Britain is a recent graduate of the American Academy of Dramatic Arts, where she completed two years of intensive conservatory training in both on-camera and theatrical performance. She brings 13 years of dance and seven years of regional theatre experience to her work in New York City, combining physical discipline with emotional depth. Upon graduating in 2017, she was awarded the Marc Fiscer Award for the most significant overall growth in her class.
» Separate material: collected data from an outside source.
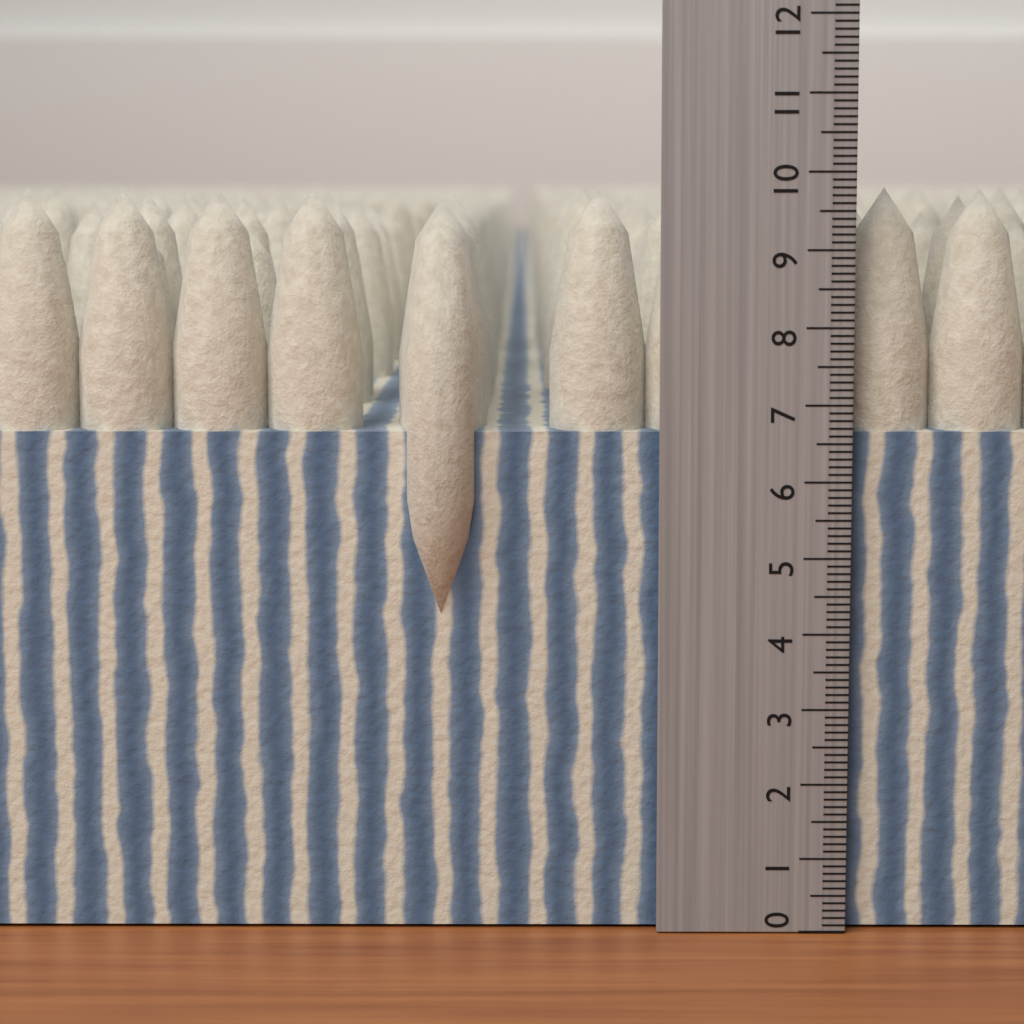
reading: 9.8 (no unit)
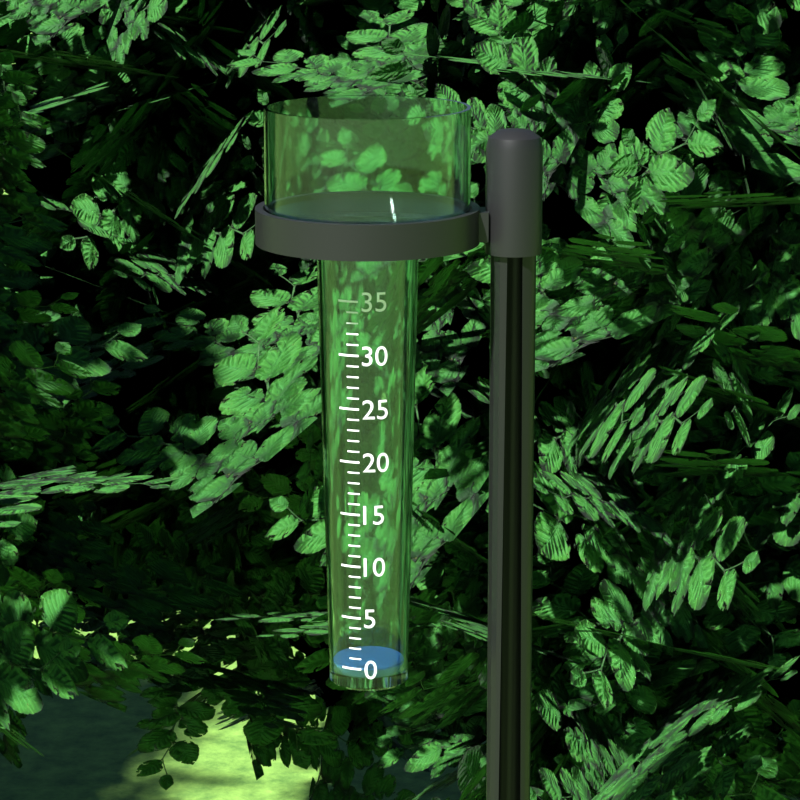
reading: 0 (no unit)
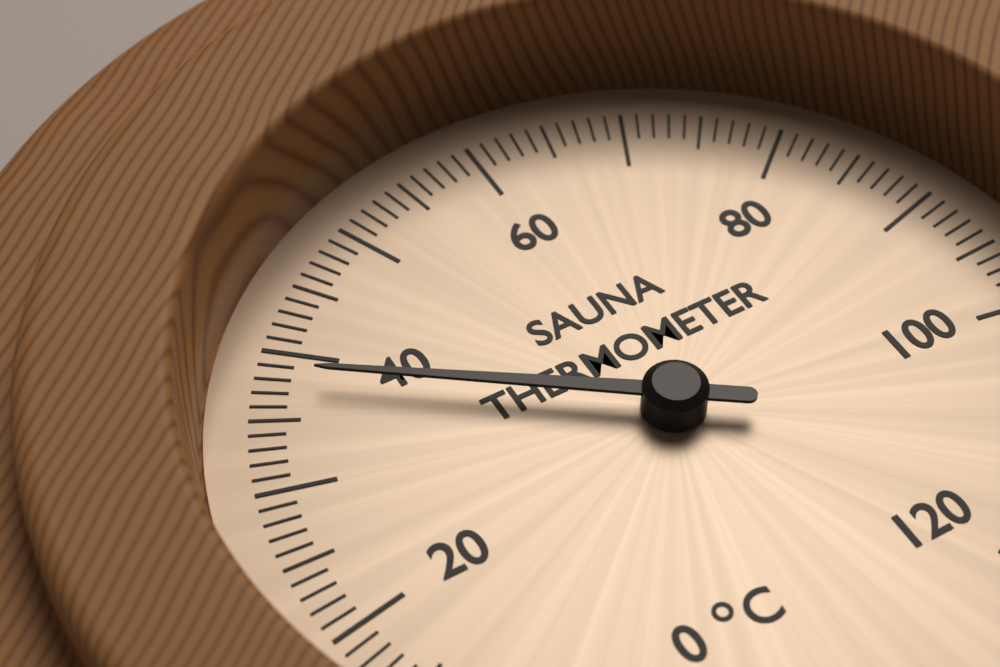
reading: 38 °C
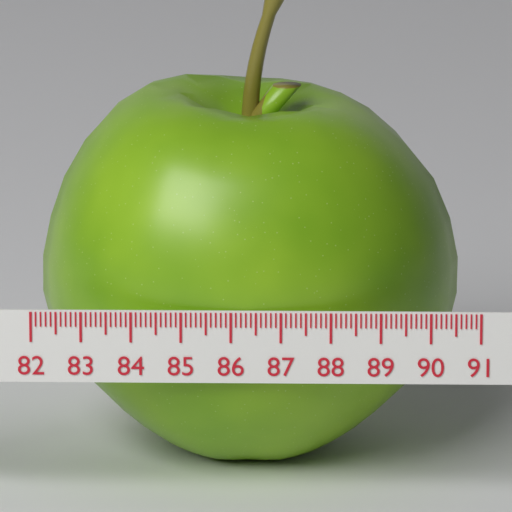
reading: 90.6 (no unit)
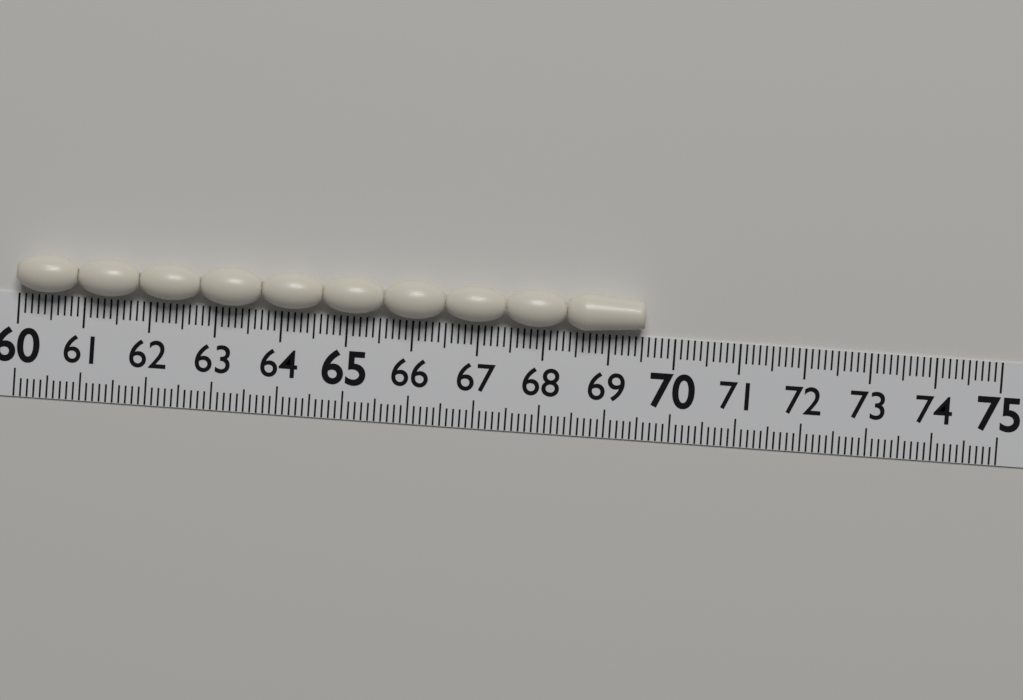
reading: 69.5 (no unit)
Her recent stage credits include Advance Man, directed by Zenon Kruszelnicki, and Macbeth, directed by Susan Pilar. She is a fresh, grounded presence with a quiet intensity that makes people lean in. Often described as a young Ellen Pompeo, Britain draws audiences in with stillness—and holds them there with what's just beneath it.

At the core of her artistry is what she calls the “Controlled Flame”—a calm, nurturing exterior charged with raw emotional power. This isn’t a persona. It’s her essence, named. It's what’s always been there—under the restraint, under the roles, under the fear of being too much. Her signature archetypes include the Polished Volcano, the Soft Wound, and the Beautiful Threat—characters that live in the quiet before the eruption, the grace before the reckoning.

She is most alive when making bold, unvarnished choices, and most compelling when she stops translating her truth. She doesn't just disappear into roles—she reveals something we weren't ready for.